Oh, for the control stuff I noticed, there's a LOT of stuff in the game's settings if you want to change your turn radius and stuff which helps. I do think the light dashing though is a bit rough on its default binding though, I half wonder about swapping it with the button for the sonic boom kick thing

unfortunately even fiddling with turning radius did not stop the 70° problem. fortunately (??) the fact that most digital levels don't have serious S-rank times mitigates the fact that the controls don't stand up to high-intensity play

in reply to @nex3's post:

What a bummer! I was expecting a game that lets you tweak physics would also let you do outlandish things with speed, but hard capping and resetting speed and movement options is so anti-fun it hardly seems like the game has the space to let that promised jank turn into something exciting.

"You can customize the physics" kind of buries the lede that most of the interesting physics sliders like max speed are maxed out by default, so it's really just a question of "do you want normal physics or Extra Boring(tm)".

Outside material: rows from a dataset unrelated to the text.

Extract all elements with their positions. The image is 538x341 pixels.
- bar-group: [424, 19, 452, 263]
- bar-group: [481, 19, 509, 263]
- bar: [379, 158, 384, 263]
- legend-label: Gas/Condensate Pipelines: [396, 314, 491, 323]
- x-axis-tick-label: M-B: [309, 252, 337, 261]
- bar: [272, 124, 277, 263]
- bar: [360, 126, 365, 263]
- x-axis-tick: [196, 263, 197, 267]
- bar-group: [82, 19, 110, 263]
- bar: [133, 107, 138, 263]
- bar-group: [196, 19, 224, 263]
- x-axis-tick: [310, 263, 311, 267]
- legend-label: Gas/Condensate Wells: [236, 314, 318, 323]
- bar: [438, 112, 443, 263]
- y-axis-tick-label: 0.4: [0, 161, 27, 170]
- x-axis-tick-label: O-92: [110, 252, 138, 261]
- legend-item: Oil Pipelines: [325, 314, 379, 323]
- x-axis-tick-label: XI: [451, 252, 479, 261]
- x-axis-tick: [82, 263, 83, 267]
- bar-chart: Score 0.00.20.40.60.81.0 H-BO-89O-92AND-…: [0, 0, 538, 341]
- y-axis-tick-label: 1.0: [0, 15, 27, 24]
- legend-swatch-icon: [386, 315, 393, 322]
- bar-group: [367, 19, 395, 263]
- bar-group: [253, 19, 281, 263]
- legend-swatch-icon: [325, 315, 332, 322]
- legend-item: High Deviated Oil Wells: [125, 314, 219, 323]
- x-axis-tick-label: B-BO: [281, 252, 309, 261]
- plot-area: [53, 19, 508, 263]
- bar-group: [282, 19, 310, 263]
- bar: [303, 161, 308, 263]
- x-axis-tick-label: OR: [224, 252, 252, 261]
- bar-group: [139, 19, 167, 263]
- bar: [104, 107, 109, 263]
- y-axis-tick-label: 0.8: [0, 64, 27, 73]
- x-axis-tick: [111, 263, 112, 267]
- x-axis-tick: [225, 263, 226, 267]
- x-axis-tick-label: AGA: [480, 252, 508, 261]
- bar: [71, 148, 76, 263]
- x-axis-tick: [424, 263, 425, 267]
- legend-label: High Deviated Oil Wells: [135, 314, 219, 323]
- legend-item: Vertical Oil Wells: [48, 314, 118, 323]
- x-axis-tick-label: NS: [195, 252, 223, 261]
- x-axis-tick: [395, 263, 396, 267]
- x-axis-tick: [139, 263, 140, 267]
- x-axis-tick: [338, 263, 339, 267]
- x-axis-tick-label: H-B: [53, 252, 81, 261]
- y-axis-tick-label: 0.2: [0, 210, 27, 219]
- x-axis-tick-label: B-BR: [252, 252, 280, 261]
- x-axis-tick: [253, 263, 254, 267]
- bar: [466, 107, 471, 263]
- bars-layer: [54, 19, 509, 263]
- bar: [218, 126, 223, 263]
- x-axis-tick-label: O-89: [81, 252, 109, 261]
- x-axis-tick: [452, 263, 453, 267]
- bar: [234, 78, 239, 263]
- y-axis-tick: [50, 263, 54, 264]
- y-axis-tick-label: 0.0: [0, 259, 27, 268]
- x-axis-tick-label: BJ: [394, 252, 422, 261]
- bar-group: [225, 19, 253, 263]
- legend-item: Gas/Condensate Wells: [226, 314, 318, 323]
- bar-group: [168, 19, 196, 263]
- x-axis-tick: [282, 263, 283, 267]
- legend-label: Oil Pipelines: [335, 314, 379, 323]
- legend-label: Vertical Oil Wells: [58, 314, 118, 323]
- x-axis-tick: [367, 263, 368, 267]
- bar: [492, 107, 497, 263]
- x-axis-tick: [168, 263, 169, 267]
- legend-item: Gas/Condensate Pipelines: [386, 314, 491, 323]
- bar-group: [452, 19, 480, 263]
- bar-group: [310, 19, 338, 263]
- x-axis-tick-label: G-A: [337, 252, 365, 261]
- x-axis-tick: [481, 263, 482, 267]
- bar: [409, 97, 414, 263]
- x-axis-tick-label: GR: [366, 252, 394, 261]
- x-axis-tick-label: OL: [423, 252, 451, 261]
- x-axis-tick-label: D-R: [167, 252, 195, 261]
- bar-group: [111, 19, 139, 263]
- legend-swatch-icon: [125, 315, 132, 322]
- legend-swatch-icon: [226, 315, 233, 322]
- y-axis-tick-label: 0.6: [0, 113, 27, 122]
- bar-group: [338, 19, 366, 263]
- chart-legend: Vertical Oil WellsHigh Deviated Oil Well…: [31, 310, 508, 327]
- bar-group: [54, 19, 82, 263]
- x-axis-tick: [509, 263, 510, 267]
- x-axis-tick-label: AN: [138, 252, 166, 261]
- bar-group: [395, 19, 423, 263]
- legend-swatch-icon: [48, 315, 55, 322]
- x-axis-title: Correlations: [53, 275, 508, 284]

That said, I think there's plenty of juicy and interesting space in the game—it's just located in the overworld design rather than the digital levels, and around the way the game uses movement rather than the details of the movement itself. The game is absolutely filthy with tiny little grind-rail platforming puzzles both as destinations and means of traversal between destinations, and I think that's a really brilliant and novel (if not entirely successful) vision of the open-world concept.